- The Washington Times - Wednesday, May 31, 2023

President Biden has nominated Gen. Eric Smith, currently the assistant commandant of the Marine Corps, to take over the top job following the retirement of Gen. David Berger after four transformative years as commandant.

Gen. Smith is a career infantry officer who has commanded Marines at every level and has served multiple combat tours in Iraq and Afghanistan during his career, taking part in the fabled Marine battles in Fallujah and Ramadi. He also served as senior military assistant to Ashton Carter, President Obama’s defense secretary who passed away last year.

Gen. Smith is widely seen as a key ally of Gen. Berger in the recent overhaul of the service’s identity and mission, as the Corps shifted from two decades focused on fighting global terrorism to a new concentration on confronting the rising challenge of China in Asia.

The two generals worked closely on “Force Design 2030,” a  restructuring plan by the Marine Corps to reshape the service’s combat power for future conflicts with “near-peer” adversaries. He was second only to the commandant as an advocate for the plan to transform the Marine Corps so it could be better able to fight amphibious wars in the Pacific.

“Our modernization efforts … ensure that we are manned, trained, and equipped to deter a pure adversary and to campaign into a position of advantage should deterrence fail and lethal force be needed,” Gen. Smith told a Senate Armed Services Committee hearing last month. “Our modernization efforts are required to fight and win on future battlefields, make no mistake.”

The nomination of Gen. Smith is the latest in a string of top-level military appointments coming due at the Pentagon in the coming months. President Biden has already named Gen. C.Q. Brown, the Air Force chief of staff, to be the next chairman of the Joint Chiefs following the retirement of Gen. Mark Milley.

Gen. James McConville, the Army chief of staff, and Admiral Mike Gilday, chief of naval operations, also are expected to retire by the end of the year. 

But the military transition faces a political hurdle: Sen. Tommy Tuberville, Alabama Republican, has set up a legislative hurdle to the confirmation of more than 150 senior military officials to protest the Pentagon’s policy to provide paid time off and travel expenses for service members seeking abortions.

Mr. Tuberville said his refusal to fast-track Pentagon promotions is based on Secretary of Defense Lloyd Austin’s decision to approve funding abortion travel without seeking congressional approval. Many congressional Republicans have complained about what they say are “woke” social policies being imposed on the military by President Biden and Mr. Austin, at a cost to military readiness.

“The burden is not on me to undo an illegal policy. The burden is on the Biden administration to follow the law,” Mr. Tuberville tweeted last week. “I will continue to stand up to the most politicized Pentagon in American history.”

Gen. Smith was commissioned as a second lieutenant in 1987. His combat awards include the Defense Distinguished Service Medal, the highest noncombat award; the Legion of Merit, a Bronze Star with a V for combat valor, and a Purple Heart.

The overhaul of the Marines spearheaded by Gen. Berger and Gen. Smith has sparked controversy in military circles as well. Many lawmakers former Marines questioned the decision to drop the Corps’s tank units as part of a shift to amphibious and coastal operations likely to dominate in any Pacific conflict.

“I love tanks, I used them in Iraq, I used them in Afghanistan,” Gen. Smith told a naval conference in February. But “when an enemy can hit a tank 90 kilometers away with long-range fire, I can’t move them on time to be in a position to do something that I need them to do … It’s not that [tanks] are bad, it’s that I can’t afford to use them in my current mission.”

— This article was based in part on wire service reports.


Word-for-word transcription: reproduce all of the data, but not the pictures.

Input for this task Block Start

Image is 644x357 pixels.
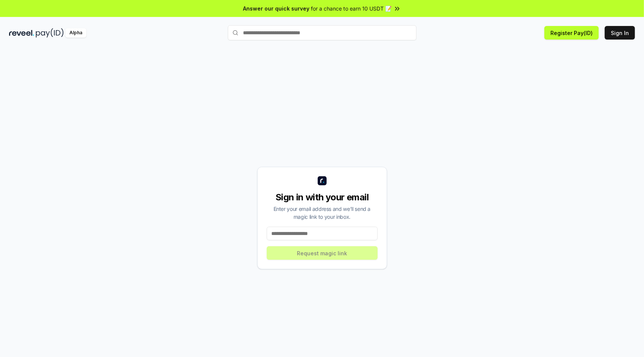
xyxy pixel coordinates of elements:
div: Enter your email address and we’ll send a magic link to your inbox. [267,205,378,221]
div: Alpha [66,28,86,38]
img: reveel_dark [9,28,34,38]
span: Answer our quick survey [243,4,309,13]
span: for a chance to earn 10 USDT 📝 [311,4,392,13]
button: Sign In [605,26,635,40]
img: pay_id [36,28,64,38]
img: logo_small [318,176,327,186]
div: Sign in with your email [267,192,378,203]
button: Register Pay(ID) [545,26,599,40]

Input for this task Block End

§ Result below
Image is 644x357 pixels.
xyxy pixel coordinates of elements:
div: Enter your email address and we’ll send a magic link to your inbox. [267,205,378,221]
div: Alpha [66,28,86,38]
img: reveel_dark [9,28,34,38]
span: Answer our quick survey [243,4,309,13]
span: for a chance to earn 10 USDT 📝 [311,4,392,13]
button: Sign In [605,26,635,40]
img: pay_id [36,28,64,38]
img: logo_small [318,176,327,186]
div: Sign in with your email [267,192,378,203]
button: Register Pay(ID) [545,26,599,40]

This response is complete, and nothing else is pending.